LOCATION: THE LIBRARY OF SOAS, UNIVERSITY OF LONDON.

DURATION OF VISIT: 1-14 JULY 2015.

My project, entitled "The Invisible Agents of Japanophone Taiwanese Literature", explores the voices of the translators who translated into Chinese Japanophone Taiwanese literary works published before 1945, and discusses how colonial memory has been translated/represented. It combines the fields of Translation Studies and Memory Studies, and investigates how translation affects the way in which a postcolonial society, such as Taiwan, transmits or negotiates colonial cultural memory. This project also explores the power relations in translation to better understand how translators produce new modes of articulation for future generations. This project is significant as it will help to better understand how Japanophone Taiwanese literature has been re-introduced to Postcolonial Taiwan, and will provide a unique scope for analysing how translation mediates colonial memory from one generation to the next.

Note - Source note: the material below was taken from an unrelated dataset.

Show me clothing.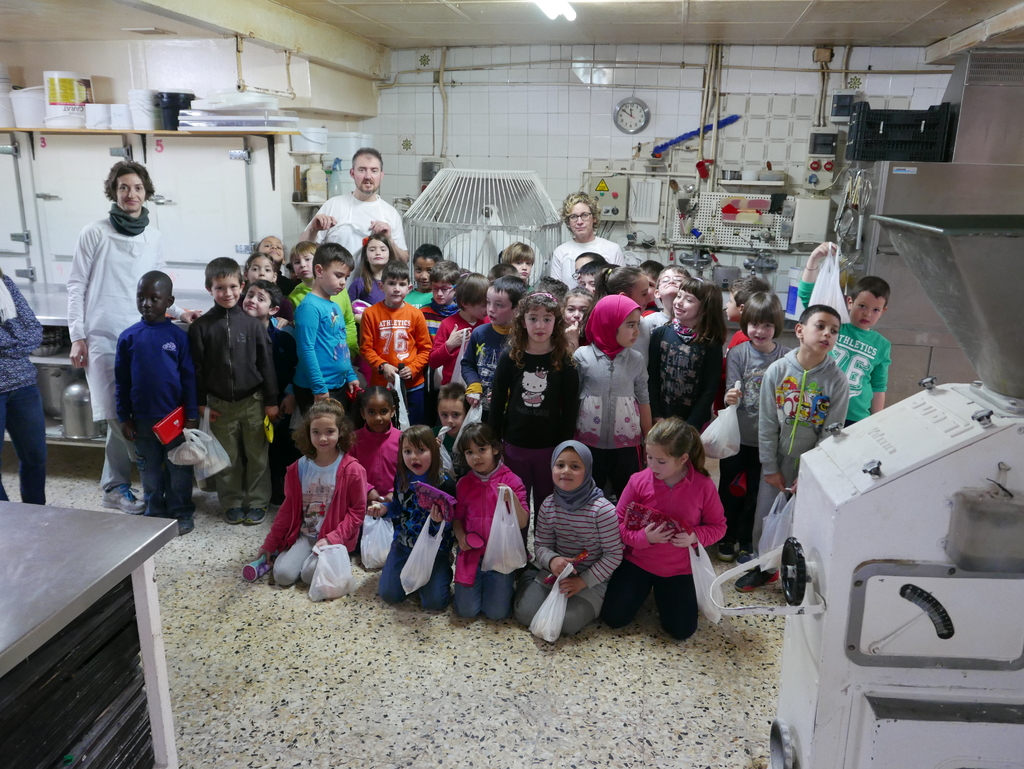
clothing is here: <box>644,313,726,436</box>.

I chose SOAS for a short visit because it is one of the best resourced East Asian research centres in the UK. Among the journals I discovered there the International Journal of Asian Studies, Journal of Asian Studies and the Translator were most relevant to the project. For example, in the article "Translingual World Order: Language without Culture in Post-Russo-Japanese War Japan" published in Journal of Asian Studies, Sho Konishi highlighted the tension between the world language (translation) and the national language, and argued that the popularity of the world language was believed to have influenced the ethnic liberation of the native Taiwanese under the Japanese colonization. Also, in "Jessica Trevitt Speaks to David Damrosch: World Literature and Translation", published in the latest issue of The Translator, Damrosch addressed the relation between the study of world literature and translation. This is inspiring for the discussion of how translation can bring literature to a new readership and infuse a new cultural/literary space. Maggie Ann Bowers's article 'Asia‘s Europes: Anti-colonial Attitudes in the Novels of Ondaatje and Shamsie', introduced the idea of the nation state and citizenship being associated with European ideology. This is very interesting and can be applied to my project to explain the tasks of post-war translation and how it has supported the idea of re-building a decolonised nation-state after World War II.

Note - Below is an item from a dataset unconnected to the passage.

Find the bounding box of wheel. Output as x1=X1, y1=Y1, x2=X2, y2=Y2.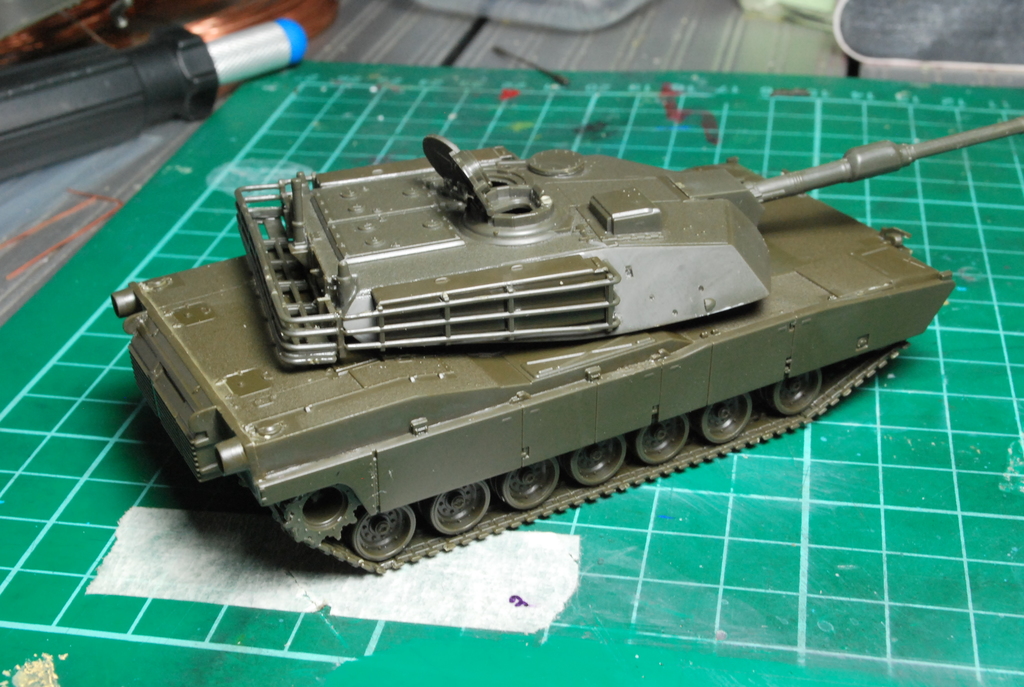
x1=769, y1=374, x2=824, y2=418.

The Journal of Postcolonial Studies is also very useful, especially the reviews of Mark Quigley‘s Empire's Wake: Postcolonial Irish Writing and the Politics of Modern Literary Form (2013) by Michael Cronin; and David Huddar's Involuntary Associations: Postcolonial Studies and World Englishes (2014) by Christina Hobbs. The reviews introduced how Quigley and Huddar tackled the (re)construction of colonial/postcolonial literary history and the ownership of languages. Ankhi Mukherjee's What is a Classic? Postcolonial Rewriting and Invention of the Cannon, will also be extremely useful according to its review by Garfrik Robert in Journal of Postcolonial Writing.

I found Lawrence Venuti‘s The Translator's Invisibility: A History of Translation (1995) and Translation Changes Everything: Theory and Practice (2013) most helpful to my project. Venuti explored in detail the history of translation from the 17th century, while his later work gathered together a collection of essays covering the translator's unconscious, translation ethics and retranslation. In addition, I also found other books useful, such as Evaluation in Translation (2012) as well as Translator as Communicator (1997), which examined the translator's decision making process and the ideology of translation.

There were still some books I found important to my research but which were not available at SOAS, such as Translation and Power (2002), Translation in a Postcolonial Context (1999), Translation and Identity (2006), Literature in Translation (2010). However, I was able to find these books in other libraries of the University of London or in the British Library nearby.

I would recommend other young scholars to apply for a British Library reader's card. I also suggest actively attending conferences, seminars or workshops to meet other researchers and build networks. For example, I took the opportunity to participate in some conferences during my stay in London, such as ARTIS Conference in Multidimensional Methodologies: Collaboration and Networking in Translation Research at UCL, the Second World Congress of Taiwan Studies at SOAS, and New Perspectives in Assessment in Translation Training: Bridging the Gap between Academic and Professional Assessment at Westminster University. These were all very rewarding as I could exchange ideas with those who share similar research interests and obtain valuable feedbacks on my research.

Finally, I acknowledge the European Association of Taiwan Studies in supporting my research visit to the SOAS library. This visit has made a significant contribution to the development of my project and has enriched my thinking about new directions for further research.

Tzu-yu Lin received her PhD in Comparative Literature, the University of Edinburgh, UK recently. She is a winner of the 2015 EATS Library Research Grant.